March 4th, 2021- President Wippman responds to HEAR’s email, writing that the Advisory Council is just “one of many groups” on campus dedicated to fighting racial oppression, and declines to adhere to either of HEAR’s specific requests. This is President Wippman’s first written and public response to the comments and demands of the AAC.
March 8th, 2021 - HEAR responds to President Wippman, writing that he “clearly [has] not heard the pain in our students’ voices when they say that they were excluded from the process by which the Advisory Council was set up and operated.” President Wippman does not reply.
March 15th, 2021- The Advisory Council publishes its final proposals and disbands. The Council recommends that the College create a chief diversity officer position, add more people of color to the Board of Trustees, enhance communication with student organizations, and much more.

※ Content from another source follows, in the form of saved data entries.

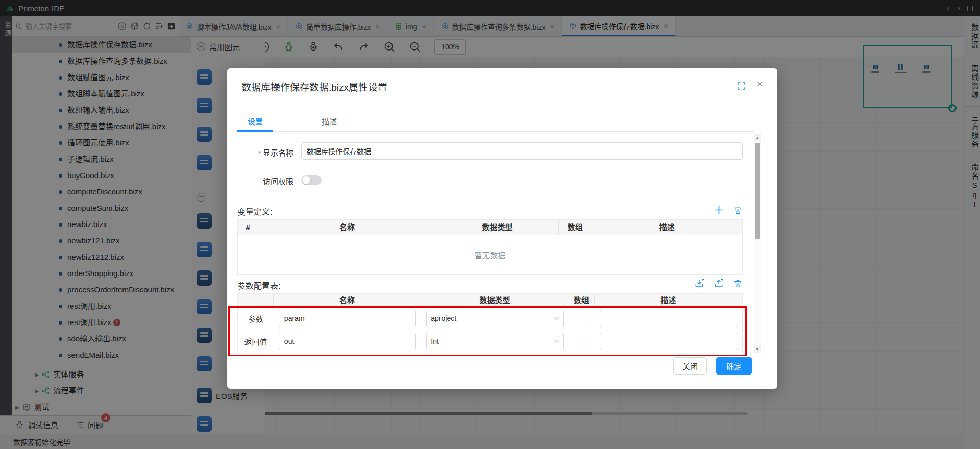 The height and width of the screenshot is (449, 980). Describe the element at coordinates (734, 366) in the screenshot. I see `confirm-button: 确定` at that location.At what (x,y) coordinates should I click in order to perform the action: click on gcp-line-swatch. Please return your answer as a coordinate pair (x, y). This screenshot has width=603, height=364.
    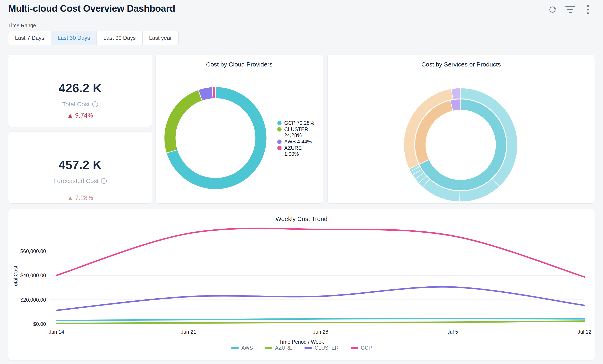
    Looking at the image, I should click on (354, 348).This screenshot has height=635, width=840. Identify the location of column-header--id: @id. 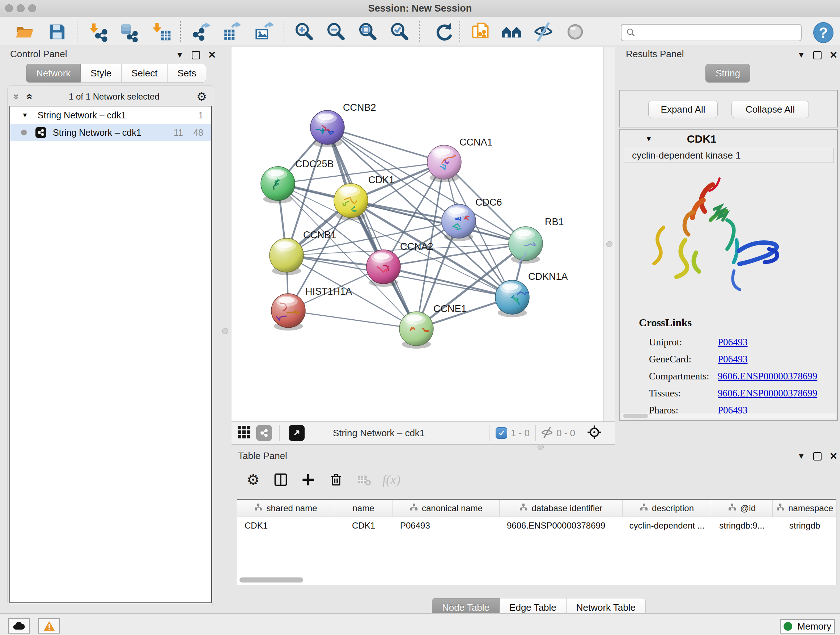
(742, 508).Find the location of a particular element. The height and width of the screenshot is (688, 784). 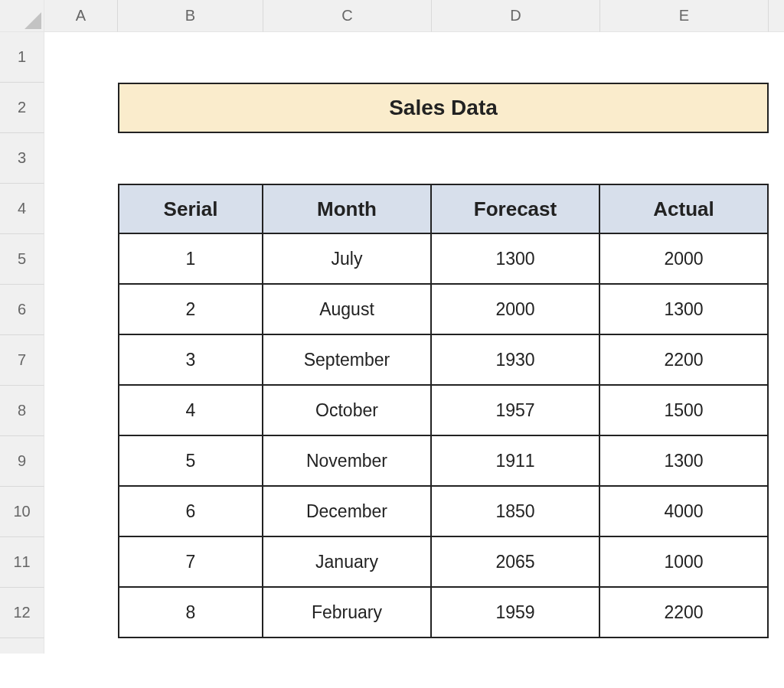

cell-actual-1: 1300 is located at coordinates (684, 310).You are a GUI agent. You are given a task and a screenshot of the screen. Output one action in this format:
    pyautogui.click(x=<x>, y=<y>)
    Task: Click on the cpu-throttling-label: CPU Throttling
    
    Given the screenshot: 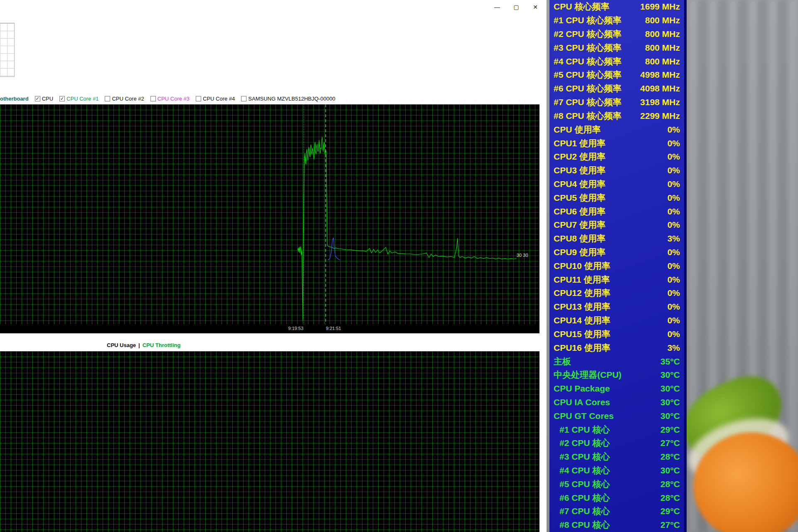 What is the action you would take?
    pyautogui.click(x=162, y=345)
    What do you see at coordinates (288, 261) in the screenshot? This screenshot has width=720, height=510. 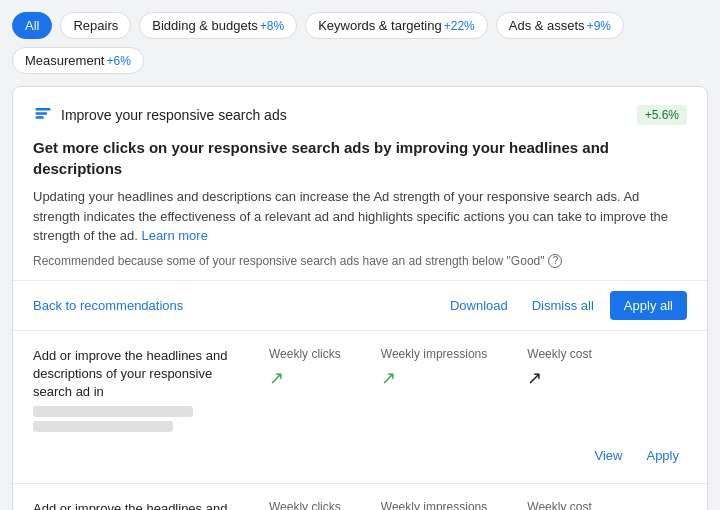 I see `recommended-label: Recommended because some of your respons…` at bounding box center [288, 261].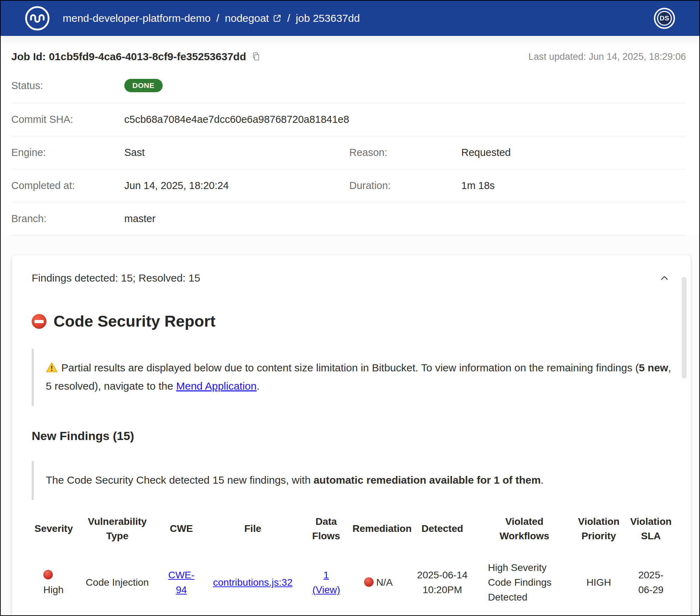 The image size is (700, 616). I want to click on status-row: Status: DONE, so click(349, 86).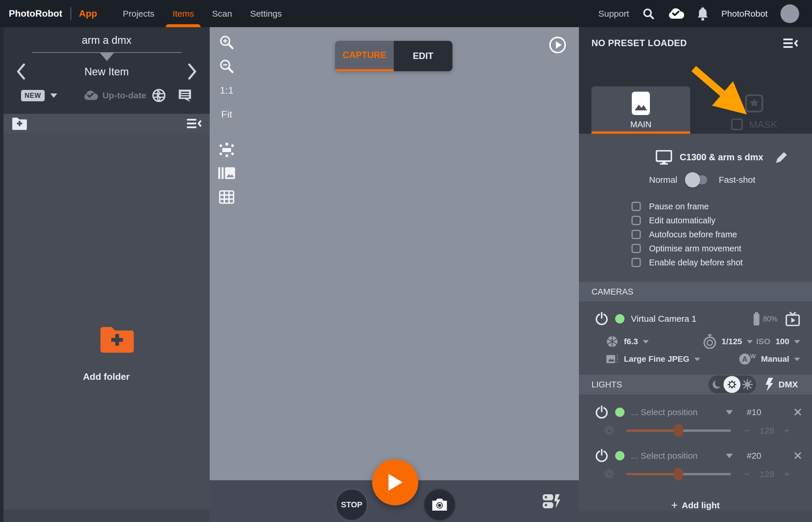  Describe the element at coordinates (717, 384) in the screenshot. I see `moon-icon` at that location.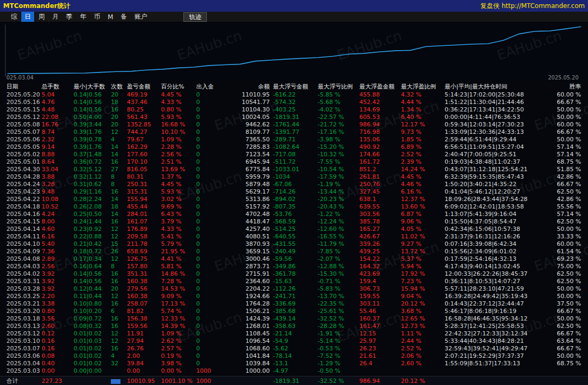 The width and height of the screenshot is (588, 385). Describe the element at coordinates (24, 177) in the screenshot. I see `cell-日期: 2025.04.28` at that location.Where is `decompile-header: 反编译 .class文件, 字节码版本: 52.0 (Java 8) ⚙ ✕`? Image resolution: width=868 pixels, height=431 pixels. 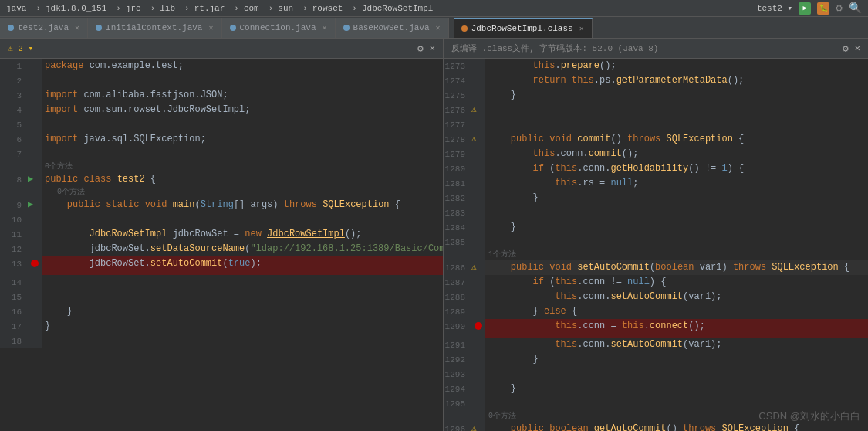 decompile-header: 反编译 .class文件, 字节码版本: 52.0 (Java 8) ⚙ ✕ is located at coordinates (656, 49).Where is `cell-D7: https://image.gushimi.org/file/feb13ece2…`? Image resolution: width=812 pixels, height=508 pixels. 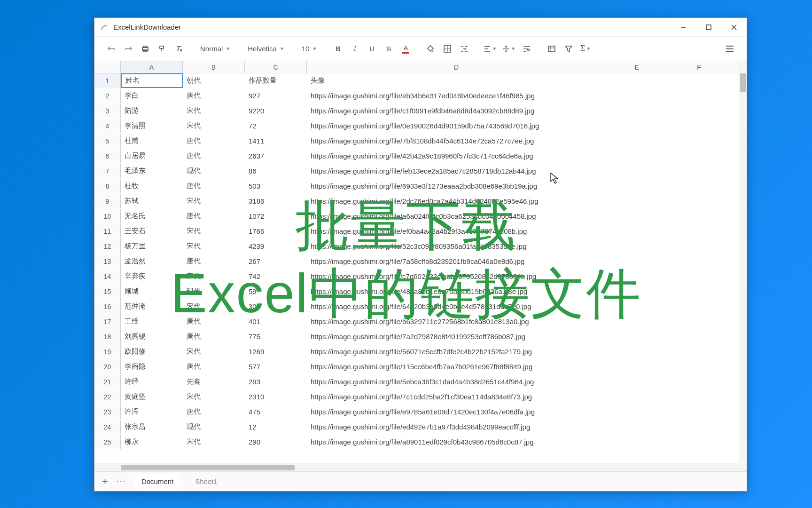 cell-D7: https://image.gushimi.org/file/feb13ece2… is located at coordinates (457, 171). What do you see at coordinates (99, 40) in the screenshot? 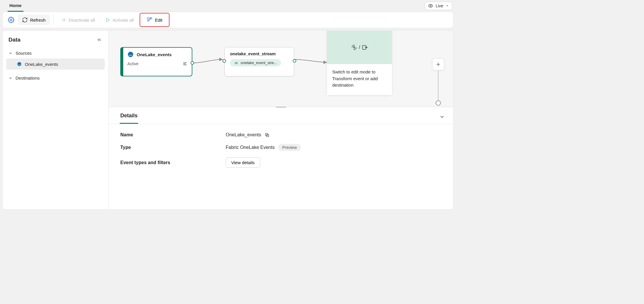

A number of students have claimed that the College’s decisions betray a deep lack of interest in hearing the voices of the student body. Saphire Ruiz, Student Assembly President, argues that the Advisory Council was “intentionally designed by President Wippman to exclude the voices of community members most likely to criticize the College,” and that “it was an effort to create the appearance of community-led racial justice policymaking and "listening" while at the same time preventing tangible action which would actually challenge the fundamental roots of Hamilton's racist history.” These arguments are similar to ones made by BLSU and other student advocates for racial justice on campus who feel as though the Advisory Council was an attempt to stop radical change.
President David Wippman told The Monitor that “it was not feasible to include on the council everyone who expressed interest, but the council was designed to include a broad cross-section of the community, with members from every constituent group affiliated with the College.” While this may be true, there are few sufficient explanations for why the College couldn’t at least allow one elected student representative to the board. Furthermore, as HEAR wrote in their March 8th email, “You misunderstand that concern when you talk about the Council consulting “all members” of the community. Racism does not affect a cross-section of the Hamilton community equally; once concerns were noted about the Advisory Council, the Student Assembly, and other student and faculty groups that have been addressing racism on campus for decades should have had a more prominent role in these efforts."
Wippman’s lack of communication on the issue of the Advisory Council has also frustrated student activists. As Ruiz told The Monitor, “it is my belief that Hamilton is intentionally side-stepping this criticism and pretending it does not exist, as it has done since June 2020.” The fact that President Wippman never felt the need to respond to the Student Assembly’s Audit and Action Council in writing and publicly until faculty members contacted him is shocking, as our elected representatives deserve attention from the administration for their input on this issue.
Hamilton’s Advisory Council may have been disbanded, but its students will remember its impact for many years to come. With student-administration relations already strained due to the issues of divestment and the College’s responses to allegations of sexual assault, the Advisory Council has not convinced students that they are being heard.
Eric Stenzel provided information for this article.